The suggested articles that DuckDuckGo puts in front of me includes this claim that our personalities change to unrecognisability from age 14 to 77. Except in my case that is not even close to true. The study speaks about teachers rating Scottish 14 year olds in 1950 on a variety of attributes that they summarise as "dependability," then following up on that decades later, with self-report and friend report of that percentage of subjects they could track down.

Fourteen-year-olds are generally not dependable, and even the component parts of that seem to my eyes to be highly subjective, depending on the sorts of things teachers like to see, rates of physical and emotional maturation, and cultural accidents such as who you have in your class and what siblings have had this teacher before. This is not good initial data, which is what you are hoping to compare to years later.  I think running that data on 10-year-olds would have given you more stable results, because puberty wouldn't be interfering. Ages 12-15 are very much a moving target.

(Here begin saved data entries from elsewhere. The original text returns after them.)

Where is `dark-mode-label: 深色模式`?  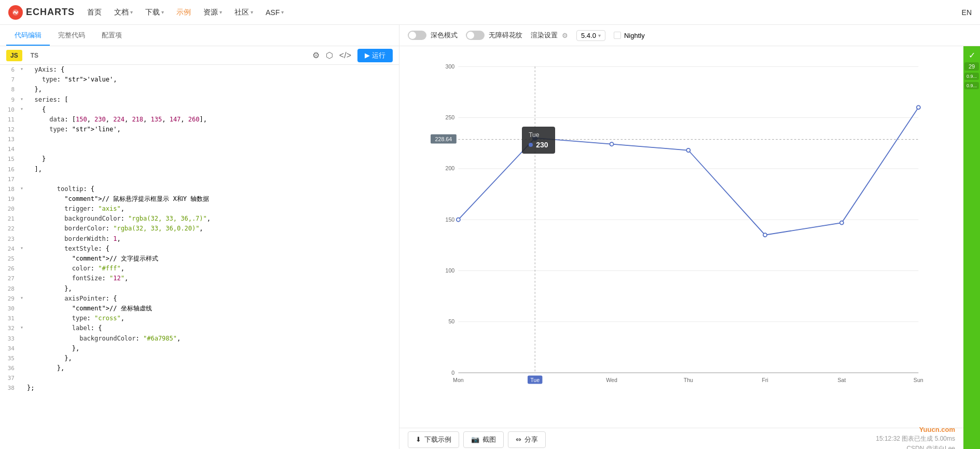 dark-mode-label: 深色模式 is located at coordinates (444, 35).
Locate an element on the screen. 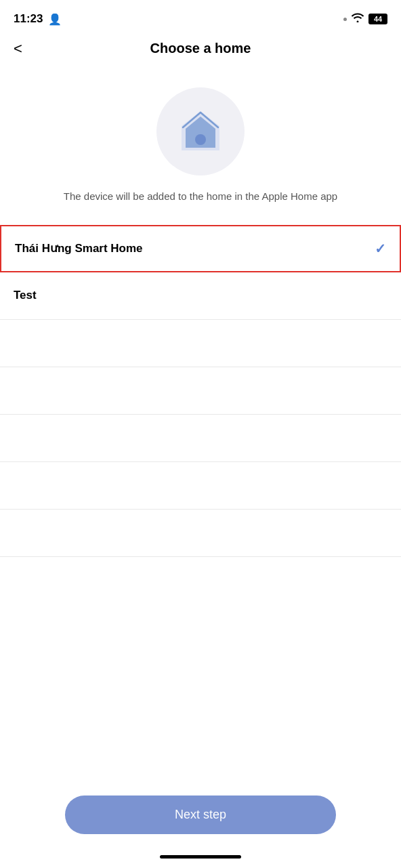 Image resolution: width=401 pixels, height=868 pixels. person-icon: 👤 is located at coordinates (55, 19).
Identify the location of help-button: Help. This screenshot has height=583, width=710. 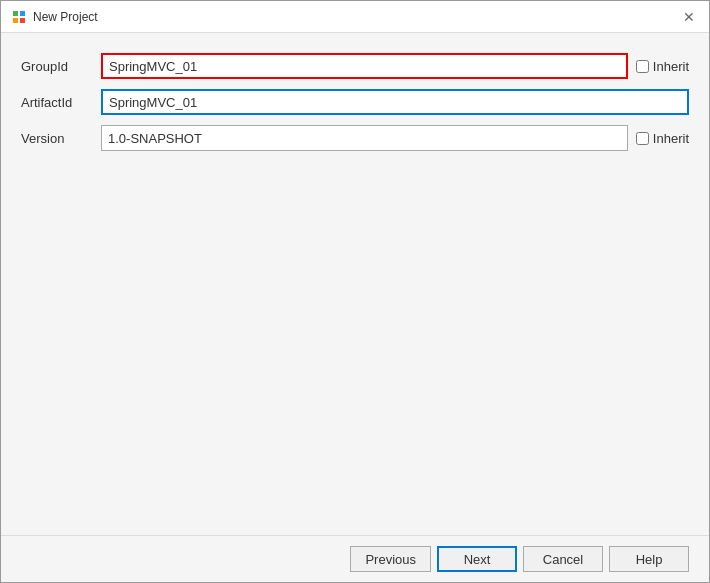
(649, 559).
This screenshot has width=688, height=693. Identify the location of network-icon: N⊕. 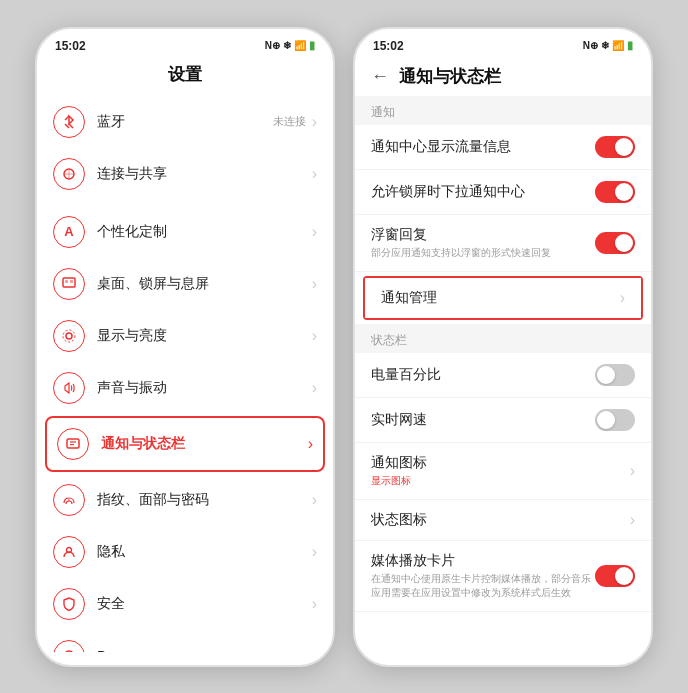
(272, 46).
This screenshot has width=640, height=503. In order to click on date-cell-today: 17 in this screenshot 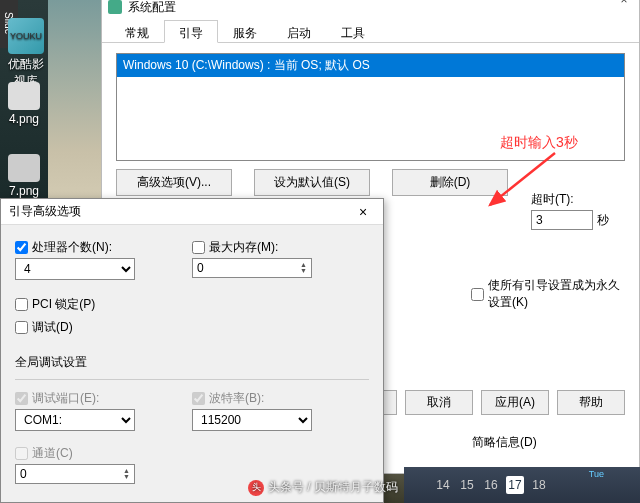, I will do `click(515, 485)`.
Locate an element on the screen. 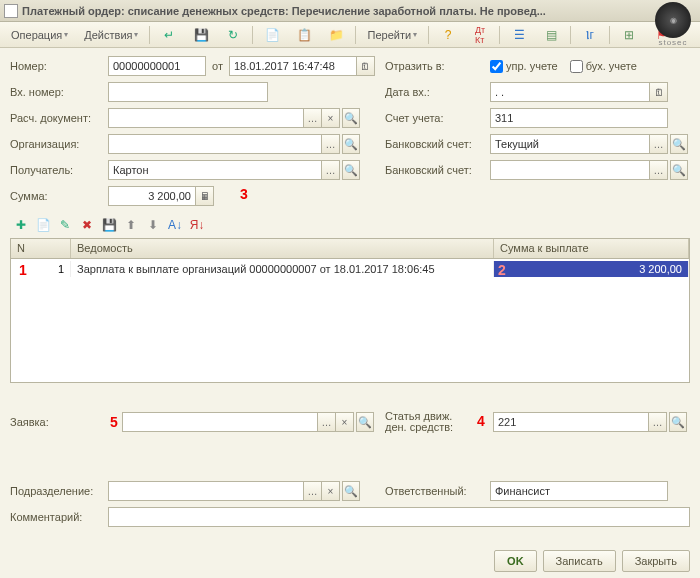  window-title: Платежный ордер: списание денежных средс… is located at coordinates (359, 11).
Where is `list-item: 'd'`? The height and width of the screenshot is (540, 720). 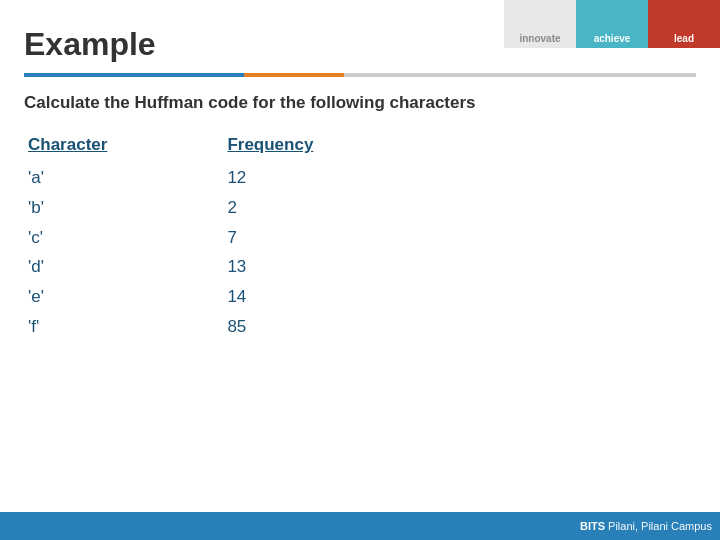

Plus they had been through a war and economic restrictions quite recently, far more lengthy and extensive than anything we are facing now. Dad might have died, and you are still in childhood. That might matter. I don't know that, but it's worth keeping in mind.

At the other end, the data at 77 on how "dependable" you are is going to be heavily influenced, both in your estimation and your friend's, with what you have accomplished in life.  That will of course have some correlation to your personality, but halo (or trident) effects that include your intelligence, your luck, your external circumstances, and recency bias will color, or colour, those evaluations.

At fourteen I was highly conversational, friendly and complimenting others, with a constant stream of interrupting others to clarify what they were attempting to say and the word they were seeking, with creative solutions verbalised, daydreaminess and difficulty focusing on a topic for long. I sought new intellectual but not physical experiences (relatively.  Teenage boys do just do that excitement-seeking thing.) As to Big Five traits, I had high agreeableness and moderately high neuroticism.  I would likely score higher on conscientiousness now than then.  I suppose that's different, but compared to others my age, then and now, I don't know that there's going to be something measurable. Other than that last I show dramatic similarity, and people at reunions often comment on it.

Let me tell you what I think is going on with studies like this, other than a simple desire to publish something to keep your job at university. They want to create a bank of supporting evidence that Eastern religions are truer than Western ones.  That may not be conscious or explicit, but it is showing up in the social sciences a lot these days. They don't like the ideas of legacy and cultural continuity. They like to think they made huge changes and improvements after their (delayed) independence from their parents and then their divorce.

While I am deeply humiliated by the 14 y/o I was, I also still like him.  I'm not sure that's true for people doing studies like this one.

4 comments:

Christopher B said...

Is this something you've written about before? Because I really didn't see the religion thing coming from how this started.

Assistant Village Idiot said...

Nah, I just got carried away. It wasn't there when I started writing, you picked that up accurately. That East vs West dynamic, especially in modern American religion, is a constant substrate in my thinking, but most of my writing on it was in the first decade of blogging 2005-2015. That was when I did most of my psych writing and linguistics writing also. I do mostly culture commentary now.

james said...

It's hard to be sure of what I was like then. Some things other people notice quicker than you do yourself, and some of the really stupid moments burn strongly enough that they tend to dominate memories.
I can try to do a "transect" of a day, but most of it is a blur. Some incidents that I recall display eager enthusiasm and wide interests, and others pride, misanthropy, and fear. I think I would have a hard time putting up with the earlier me.

Assistant Village Idiot said...

Well, fourteen years old. Seldom a man's best year.